Monday, December 19, 2011

Assuming with ASSessment

Many educators fall into the trap of using the same type of assessment for all students. Then, if some students don't perform as well as expected, some are deemed to be slackers or students with lower skills or abilities. But the truth is that teachers have to find the right type of authentic assessment to use for their students. We feel so much pressure from the government (IDEA, NCLB), the city (Race to the Top), our administration (Annual Yearly Progress) to have our students "perform." But what does that mean, when the performance standards aren't appropriate for all of our students?

I learned in my undergraduate education as a Social Studies general ed major at NYU to use "authentic assessment." This is portfolio assessment where students create real work products that make the content more meaningful. In this way, they can put themselves back in time and create artifacts of the time period we studied. I have seen this be successful in NYC schools, where they didn't spend weeks upon weeks upon weeks doing inappropriate "Test Prep" for the standardized tests. And, dare I say, even lacking test prep, the students performed high on the standardized tests! This is because the authentic assessment was easy to differentiate and was able to be individualized for students' needs and abilities. THIS was UDL in the classroom.

I have also seen schools go horribly wrong during my months as a Global History Regents Prep tutor one summer after I graduated from NYU. The school was drilling the Regents into these kids' heads, with little success and so much frustration and pushing back from the students. For months, the students spent every morning for three hours reviewing the Regents and every afternoon for four hours practicing old Regents exams. Is this assessment? When the kids are failing just because they're bored out of their minds? And then they take the "real" test and they fail just because they can't take it anymore? How is that any true indication of what our students are learning?

Assessment is truly a touchy subject because of just that--how do we know what the standard for achievement is without standardization? But on the other hand, how do we place the emphasis on LEARNING, and not on TESTING?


▸ **Problem statement**:
Please restate the records below verbatim, omitting every image they hold.

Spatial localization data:
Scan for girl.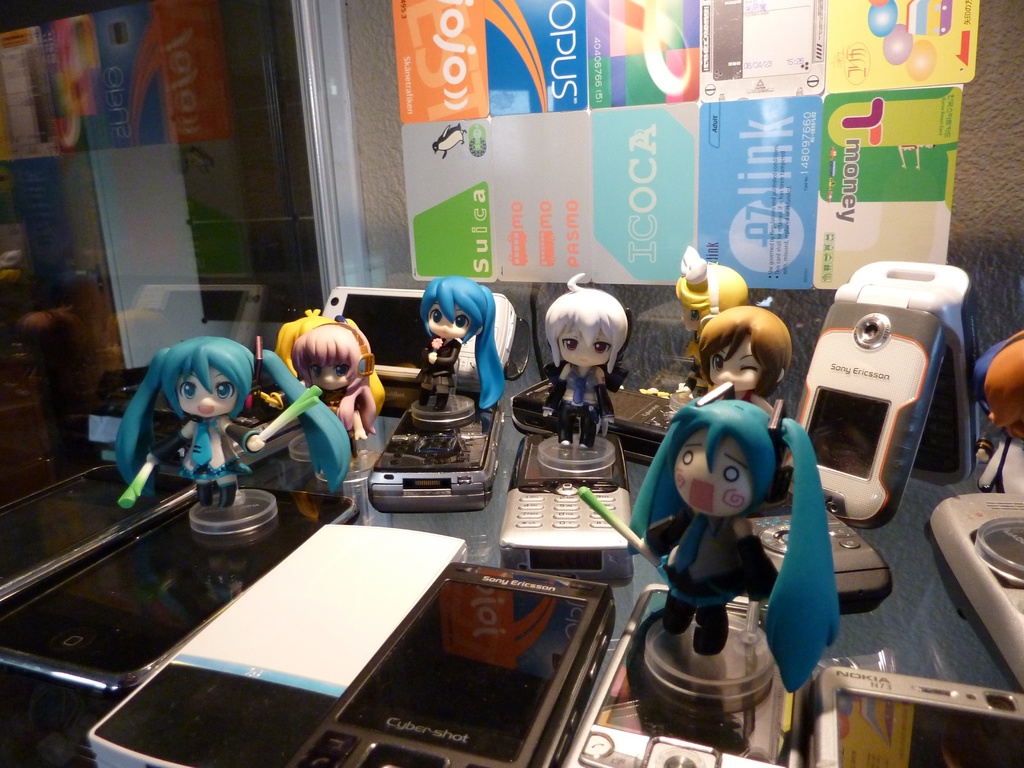
Scan result: box=[698, 304, 790, 468].
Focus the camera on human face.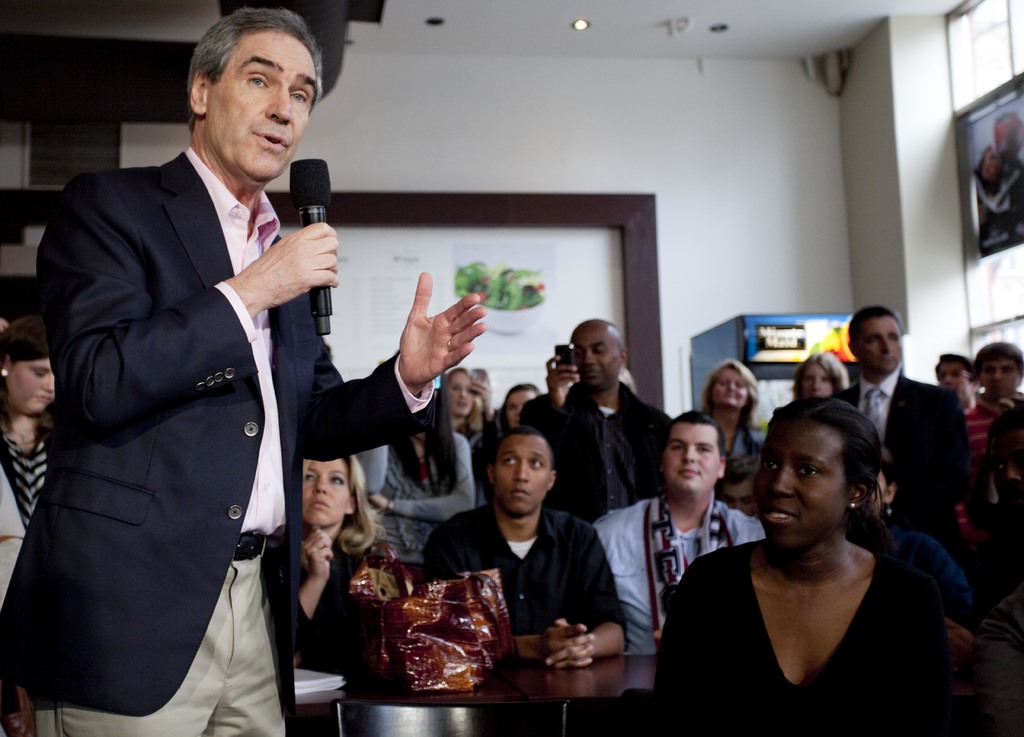
Focus region: (978,355,1016,398).
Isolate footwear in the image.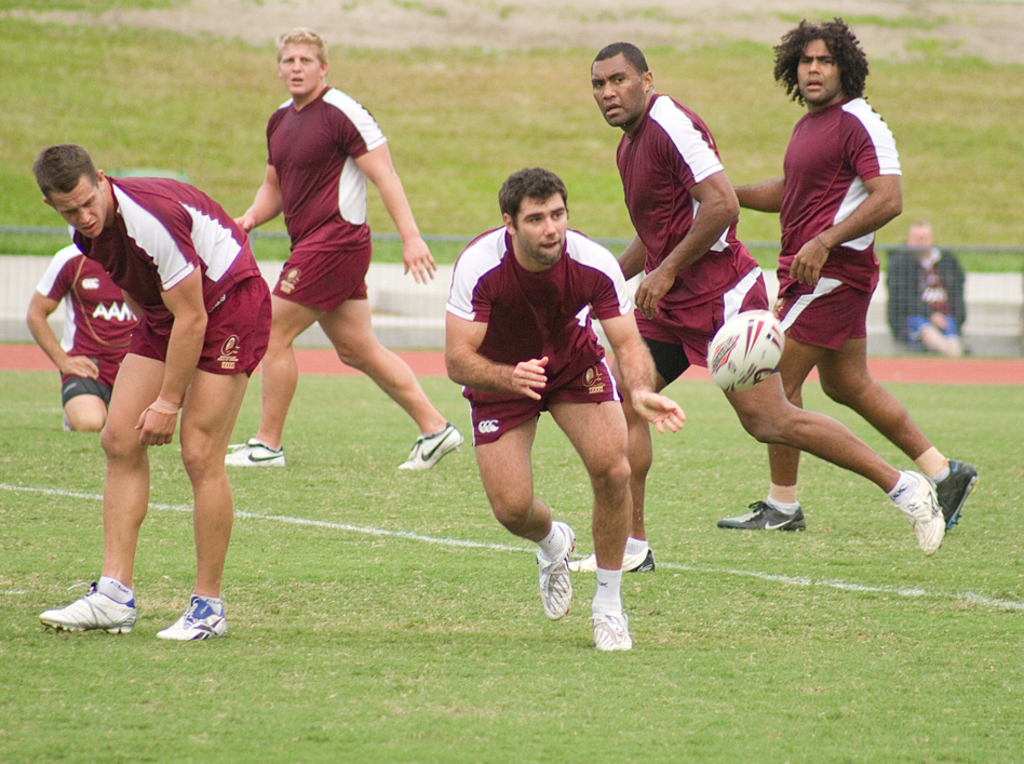
Isolated region: [left=33, top=579, right=126, bottom=642].
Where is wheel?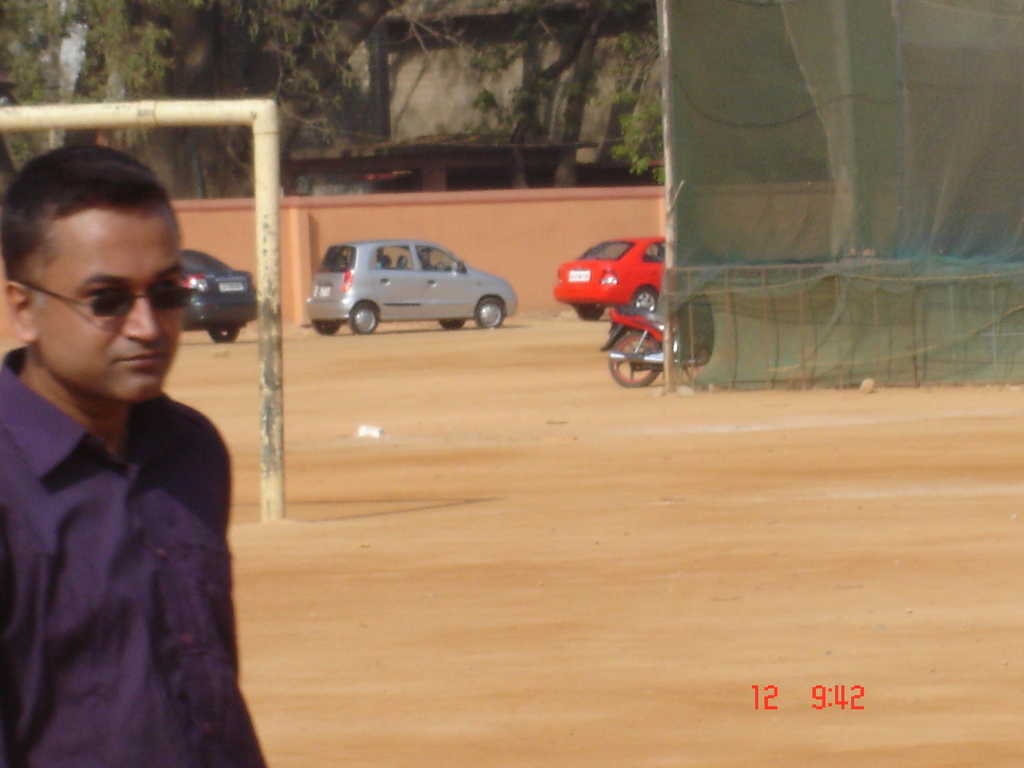
429,260,449,270.
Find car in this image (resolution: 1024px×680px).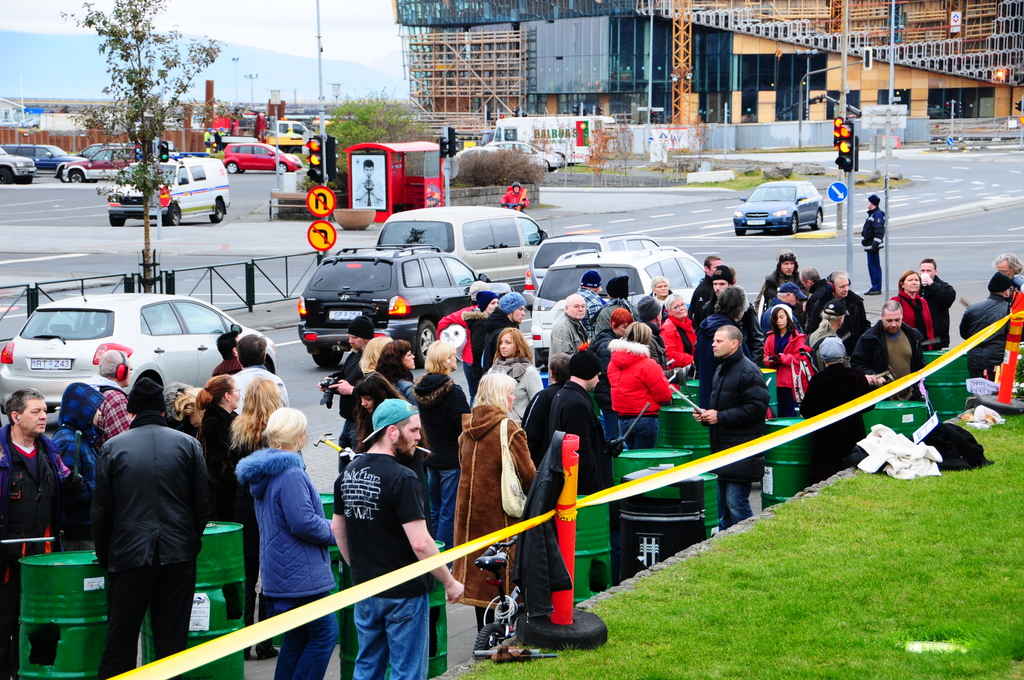
BBox(731, 179, 822, 234).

▸ **Your solution**:
Scan for girl.
Scan result: box=[698, 304, 790, 468].
Focus the camera on human face.
Focus region: (978,355,1016,398).
Isolate footwear in the image.
Isolated region: [left=33, top=579, right=126, bottom=642].
Where is wheel?
429,260,449,270.
Find car in this image (resolution: 1024px×680px).
BBox(731, 179, 822, 234).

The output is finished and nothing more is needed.